■ Directions: Each line below has to be output exactly, from first to last.

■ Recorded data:
- Opening Delimiter -
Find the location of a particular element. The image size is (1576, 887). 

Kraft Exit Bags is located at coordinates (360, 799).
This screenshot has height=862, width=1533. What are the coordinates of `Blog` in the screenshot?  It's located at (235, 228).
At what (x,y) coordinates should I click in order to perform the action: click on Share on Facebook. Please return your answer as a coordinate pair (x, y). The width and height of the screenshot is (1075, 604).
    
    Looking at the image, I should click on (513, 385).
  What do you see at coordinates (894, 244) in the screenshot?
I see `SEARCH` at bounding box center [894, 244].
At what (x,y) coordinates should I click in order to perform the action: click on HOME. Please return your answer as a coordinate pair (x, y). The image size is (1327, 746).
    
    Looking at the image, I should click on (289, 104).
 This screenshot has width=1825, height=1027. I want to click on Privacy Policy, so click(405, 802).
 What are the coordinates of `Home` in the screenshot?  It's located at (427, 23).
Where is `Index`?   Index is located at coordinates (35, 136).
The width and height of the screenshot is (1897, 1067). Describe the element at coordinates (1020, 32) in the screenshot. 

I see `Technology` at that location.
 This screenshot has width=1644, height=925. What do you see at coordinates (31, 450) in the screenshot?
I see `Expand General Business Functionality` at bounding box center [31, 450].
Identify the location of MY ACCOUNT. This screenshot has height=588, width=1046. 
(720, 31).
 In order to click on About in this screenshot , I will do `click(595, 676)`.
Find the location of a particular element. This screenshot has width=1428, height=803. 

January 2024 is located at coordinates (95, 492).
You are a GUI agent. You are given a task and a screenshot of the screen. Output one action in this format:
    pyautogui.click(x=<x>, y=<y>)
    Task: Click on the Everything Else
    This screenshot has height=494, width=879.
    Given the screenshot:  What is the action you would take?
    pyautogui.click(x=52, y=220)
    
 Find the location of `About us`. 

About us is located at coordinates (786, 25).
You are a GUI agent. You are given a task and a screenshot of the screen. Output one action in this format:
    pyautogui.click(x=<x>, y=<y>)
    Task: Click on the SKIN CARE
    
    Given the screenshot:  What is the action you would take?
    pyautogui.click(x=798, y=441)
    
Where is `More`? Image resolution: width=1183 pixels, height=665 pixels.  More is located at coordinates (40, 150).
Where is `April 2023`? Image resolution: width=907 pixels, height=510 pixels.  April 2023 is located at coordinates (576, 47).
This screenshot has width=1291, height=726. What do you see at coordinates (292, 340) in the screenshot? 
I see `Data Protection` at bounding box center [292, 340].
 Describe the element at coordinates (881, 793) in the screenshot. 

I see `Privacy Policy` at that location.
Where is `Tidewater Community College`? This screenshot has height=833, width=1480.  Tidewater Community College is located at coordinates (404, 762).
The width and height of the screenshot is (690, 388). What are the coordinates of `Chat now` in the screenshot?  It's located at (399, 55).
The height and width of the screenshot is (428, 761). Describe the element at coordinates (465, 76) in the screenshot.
- Closing Delimiter -
■ Task result:
Find the location of a particular element. The image size is (1576, 887). 

Kraft Exit Bags is located at coordinates (360, 799).
This screenshot has height=862, width=1533. What are the coordinates of `Blog` in the screenshot?  It's located at (235, 228).
At what (x,y) coordinates should I click in order to perform the action: click on Share on Facebook. Please return your answer as a coordinate pair (x, y). The width and height of the screenshot is (1075, 604).
    
    Looking at the image, I should click on (513, 385).
  What do you see at coordinates (894, 244) in the screenshot?
I see `SEARCH` at bounding box center [894, 244].
At what (x,y) coordinates should I click in order to perform the action: click on HOME. Please return your answer as a coordinate pair (x, y). The image size is (1327, 746).
    
    Looking at the image, I should click on (289, 104).
 This screenshot has width=1825, height=1027. I want to click on Privacy Policy, so click(405, 802).
 What are the coordinates of `Home` in the screenshot?  It's located at (427, 23).
Where is `Index`?   Index is located at coordinates (35, 136).
The width and height of the screenshot is (1897, 1067). Describe the element at coordinates (1020, 32) in the screenshot. 

I see `Technology` at that location.
 This screenshot has width=1644, height=925. What do you see at coordinates (31, 450) in the screenshot?
I see `Expand General Business Functionality` at bounding box center [31, 450].
Identify the location of MY ACCOUNT. This screenshot has height=588, width=1046. 
(720, 31).
 In order to click on About in this screenshot , I will do `click(595, 676)`.
Find the location of a particular element. This screenshot has width=1428, height=803. 

January 2024 is located at coordinates (95, 492).
You are a GUI agent. You are given a task and a screenshot of the screen. Output one action in this format:
    pyautogui.click(x=<x>, y=<y>)
    Task: Click on the Everything Else
    This screenshot has height=494, width=879.
    Given the screenshot:  What is the action you would take?
    pyautogui.click(x=52, y=220)
    
 Find the location of `About us`. 

About us is located at coordinates (786, 25).
You are a GUI agent. You are given a task and a screenshot of the screen. Output one action in this format:
    pyautogui.click(x=<x>, y=<y>)
    Task: Click on the SKIN CARE
    
    Given the screenshot:  What is the action you would take?
    pyautogui.click(x=798, y=441)
    
Where is `More`? Image resolution: width=1183 pixels, height=665 pixels.  More is located at coordinates (40, 150).
Where is `April 2023`? Image resolution: width=907 pixels, height=510 pixels.  April 2023 is located at coordinates (576, 47).
This screenshot has width=1291, height=726. What do you see at coordinates (292, 340) in the screenshot? 
I see `Data Protection` at bounding box center [292, 340].
 Describe the element at coordinates (881, 793) in the screenshot. 

I see `Privacy Policy` at that location.
Where is `Tidewater Community College`? This screenshot has height=833, width=1480.  Tidewater Community College is located at coordinates (404, 762).
The width and height of the screenshot is (690, 388). What are the coordinates of `Chat now` in the screenshot?  It's located at (399, 55).
The height and width of the screenshot is (428, 761). Describe the element at coordinates (465, 76) in the screenshot.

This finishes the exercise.